Busy as a Bee Smith After All These Years
At age 95, Bee Smith still stands ramrod straight, all 6 feet, 5 inches of him, works out with a personal trainer at least twice a week and remains a regular in a high-spirited, low-stakes floating monthly poker game. His memory is absolutely spot on, going all the way back to his very first recollection as a young boy.
That would be the return of Charles Lindbergh to the United States after his historic solo transatlantic 1927 flight from New York to Paris in the Spirit of St. Louis. Smith was there on the shores of the Potomac River that day when Lindbergh’s ship back to the U.S. docked in Washington, where he got off and headed for the White House.
“It proves a point,” Smith said, sitting in a comfortable room at his Middleburg home recently. “I really am as old as I am.”
A few weeks ago, Smith celebrated that 95th birthday, and he clearly shows no signs of slowing down any time soon.
Bee is a childhood nickname and his life story offers a fascinating tale of a man who was born in 1921 in Alexandria, Virginia and went on to become a highly successful businessman, banker and real estate entrepreneur. Smith played significant roles in helping develop Tysons Corner and the Landmark shopping center in Alexandria, as well as obtaining his home town’s first cable television license in the medium’s infancy in 1980.
“I was a dabbler,” Smith said with genuine modesty. “And I enjoyed all of it.”
Smith attended three different high schools—Alexandria High, then George Washington when the first school closed, and finally Episcopal. Though he never graduated from Episcopal, he had enough credits to get into Washington & Lee. But his education there was soon interrupted by World War II, and he spent 38 months in the Army Air Corps.
Smith initially applied to officer candidate school but was told because he weighed only 142 pounds spread thinly over his 6-5 frame, he couldn’t qualify. Still, he made a significant contribution to the war effort, training pilots and bombardiers at bases around the country on how to maneuver their planes into position for the most effective bombing runs.
“Five different times I was going to go overseas,” he said. “But every time I got ready to go, they realized if I went, no one else on the base could do what I’d been doing, so I had to stay.”
In 1944, the Soviet Union gave the U.S. permission to locate a base in Siberia, the better to bomb Japan from the north. Smith and his fellow airmen trained in Casper, Wyoming over that winter to simulate similar frigid conditions, but they never made it to Russia.
“The Battle of the Bulge hit,” Smith said, “and our whole unit was broken up. The military was pretty much focused on Europe at that point.”
After the war, Smith and his wife of 42 years, Babette, moved back to Alexandria. He eventually graduated from George Washington, told his attorney father he wanted no part of going to law school and moved to Colorado before returning to Virginia in 1954 to go into the insurance business.
Eventually, he and some doctors at Alexandria Hospital began investing in apartments before he got into the banking business and various other projects, including helping to establish retirement facilities like the Goodwin House and Westminster Canterbury for older residents.
One day in 1980, then Virginia Gov. John Dalton called and asked him if he would serve on the board at Norfolk State University. “I told him I’d never even heard of the school,” Smith said. “But I called him back and said ‘I’ll take it.’ I was on the board for ten years, and it’s the most fun I ever had.
“I was the white chairman, the rector, of a historically back college,” he said. “The school needed help. We got a new president, Harrison Wilson, and we’re still great friends. I eventually got him five-year contract, which had never been done before. We got theNorfolk and Southern Railroad to give them property that doubled the size of the school, and they went up to 8,000 students.”
There is a dormitory on campus named for Smith, and he still pays close attention to the college. He also has had countless other pursuits. He’s traveled to 104 different countries, almost always as a tourist, including a memorable visit to Antarctica “where we sort of got penguined out.” He has a prized collection of antique maps, one going back to 1540, and still follows the Redskins and checks the Nationals box scores, as well.
After a divorce, and six years as a bachelor, Smith remarried again at the age of 72 to his wife, Regina. He finally stopped working full-time at age 80 when he closed his Alexandria office building, and they’ve lived in Middleburg for the last 23 years.
His advice to a younger generation?
“Maintain your values,” he said. “And enjoy yourself. I love life. That’s why I’m still hanging on to it.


*Assignment:* Reproduce only the lines from the line containing "Frame flower in a box." to the end of the entries below, including both of those lines.

....

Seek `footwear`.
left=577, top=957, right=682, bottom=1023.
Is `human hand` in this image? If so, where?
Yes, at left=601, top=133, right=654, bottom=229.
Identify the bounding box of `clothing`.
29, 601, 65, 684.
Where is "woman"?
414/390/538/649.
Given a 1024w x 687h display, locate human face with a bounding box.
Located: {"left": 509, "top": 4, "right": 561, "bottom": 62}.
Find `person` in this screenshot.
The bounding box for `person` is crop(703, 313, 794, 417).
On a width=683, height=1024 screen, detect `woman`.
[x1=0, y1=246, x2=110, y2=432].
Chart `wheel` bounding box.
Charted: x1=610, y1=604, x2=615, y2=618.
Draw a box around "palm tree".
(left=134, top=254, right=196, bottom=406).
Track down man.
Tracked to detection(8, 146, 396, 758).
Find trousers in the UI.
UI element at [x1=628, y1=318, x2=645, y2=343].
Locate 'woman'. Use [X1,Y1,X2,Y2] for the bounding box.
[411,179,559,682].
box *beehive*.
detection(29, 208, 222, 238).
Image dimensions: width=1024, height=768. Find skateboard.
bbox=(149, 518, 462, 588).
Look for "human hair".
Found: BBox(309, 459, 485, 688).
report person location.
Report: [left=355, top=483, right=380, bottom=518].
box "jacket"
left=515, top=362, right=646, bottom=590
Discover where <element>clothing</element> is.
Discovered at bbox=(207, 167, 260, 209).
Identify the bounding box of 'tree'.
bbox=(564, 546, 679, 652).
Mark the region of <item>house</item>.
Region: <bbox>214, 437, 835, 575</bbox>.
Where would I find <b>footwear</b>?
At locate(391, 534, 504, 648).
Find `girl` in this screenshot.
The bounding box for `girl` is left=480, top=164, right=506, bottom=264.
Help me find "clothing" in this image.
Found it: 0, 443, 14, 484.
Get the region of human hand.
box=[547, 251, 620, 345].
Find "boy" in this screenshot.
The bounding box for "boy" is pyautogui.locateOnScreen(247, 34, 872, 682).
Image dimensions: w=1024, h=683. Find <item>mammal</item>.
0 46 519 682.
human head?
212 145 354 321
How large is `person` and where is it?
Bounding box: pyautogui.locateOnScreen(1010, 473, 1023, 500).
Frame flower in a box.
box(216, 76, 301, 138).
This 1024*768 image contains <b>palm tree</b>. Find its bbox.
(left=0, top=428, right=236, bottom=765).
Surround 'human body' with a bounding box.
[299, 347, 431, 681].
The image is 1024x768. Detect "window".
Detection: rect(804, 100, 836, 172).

....

*Exercise result:*
Frame flower in a box.
box(216, 76, 301, 138).
This 1024*768 image contains <b>palm tree</b>. Find its bbox.
(left=0, top=428, right=236, bottom=765).
Surround 'human body' with a bounding box.
[299, 347, 431, 681].
The image is 1024x768. Detect "window".
Detection: rect(804, 100, 836, 172).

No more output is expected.